The production of urban space has changed profoundly in the last thirty years in the face of neoliberal agendas in terms of economic development and public policies and the growing importance of transnational circuits of finance. In this process, the real estate market gained relevance in the structural transformation of contemporary capitalism, recognized by authors from various fields of knowledge, such as financialization. The intensification of real estate production and the expansion of infrastructure investments in Latin American countries have indicated an increasing articulation between economic sectors, imposing new challenges to the analysis of the production of urban space, with an increasing association of public and private agents. In Brazil, the strong increase of the real estate market supported by the opening of capital of large developers and builders as well as by the housing policy that boosted this sector, have nourished an academic field recently. If the question of the financialization of urban production is well established in the European debate, the identification of convergences and dissonances between Latin American studies and between them and the international debate still needs to be discussed in-depth. After all, it is a capitalist restructuration and a reconfiguration of cities on a world level.

In this sense, the Workshop "Financialization and urban studies: cross-sectional views Europe and Latin America" seeks to cross European and Latin American perspectives on the structural changes in real estate and urban infrastructure since the 1970s. It searches, therefore, to present works that have been gaining evidence in the urban studies and to discuss their articulations with the tendencies that are present in the debate on the financialization, focusing on the following issues:

  • the actors (financial and non-financial) that produce the cities;
  • circuis of capital in real estate and urban infrastructure;
  • the role of the State and public policies;
  • socio-spatial configurations, contradictions and urban conflicts;
  • the strategies of production and financial valuation in construction and real estate firms.
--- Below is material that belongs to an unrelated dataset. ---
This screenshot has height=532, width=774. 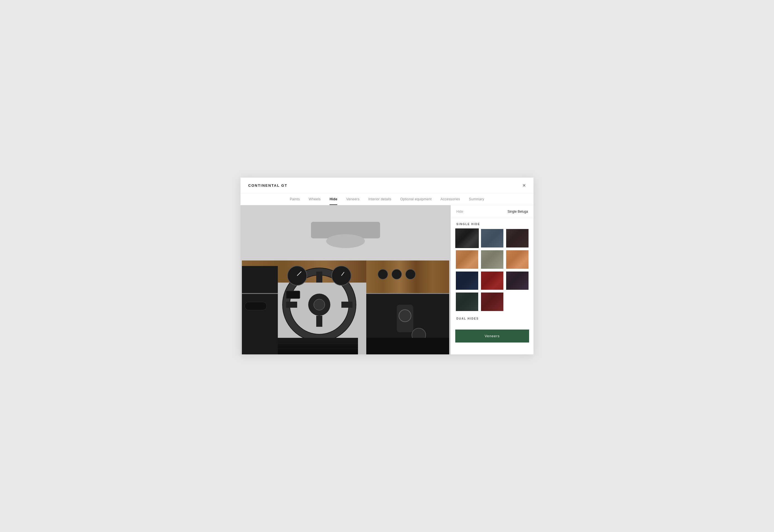 What do you see at coordinates (492, 319) in the screenshot?
I see `dual-hides-title: DUAL HIDES` at bounding box center [492, 319].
The scientific relevance of this event lies on the the possibility of re-creating urban research, considering the real estate and the infrastructure jointly and articulating Sociology, Geography, Economy, Architecture and Urbanism. From the methodological point of view, the Seminar seeks to go beyond the product’s interpretation, encompassing the analysis of the production of the entire space. Urban society is already entering the 21st century and it is necessary to clearly establish what are the ways to better understanding real estate and infrastructures production.

 

Papers accepted for oral presentation should be sent by April 16, according to the Template, by means of Registration procedures.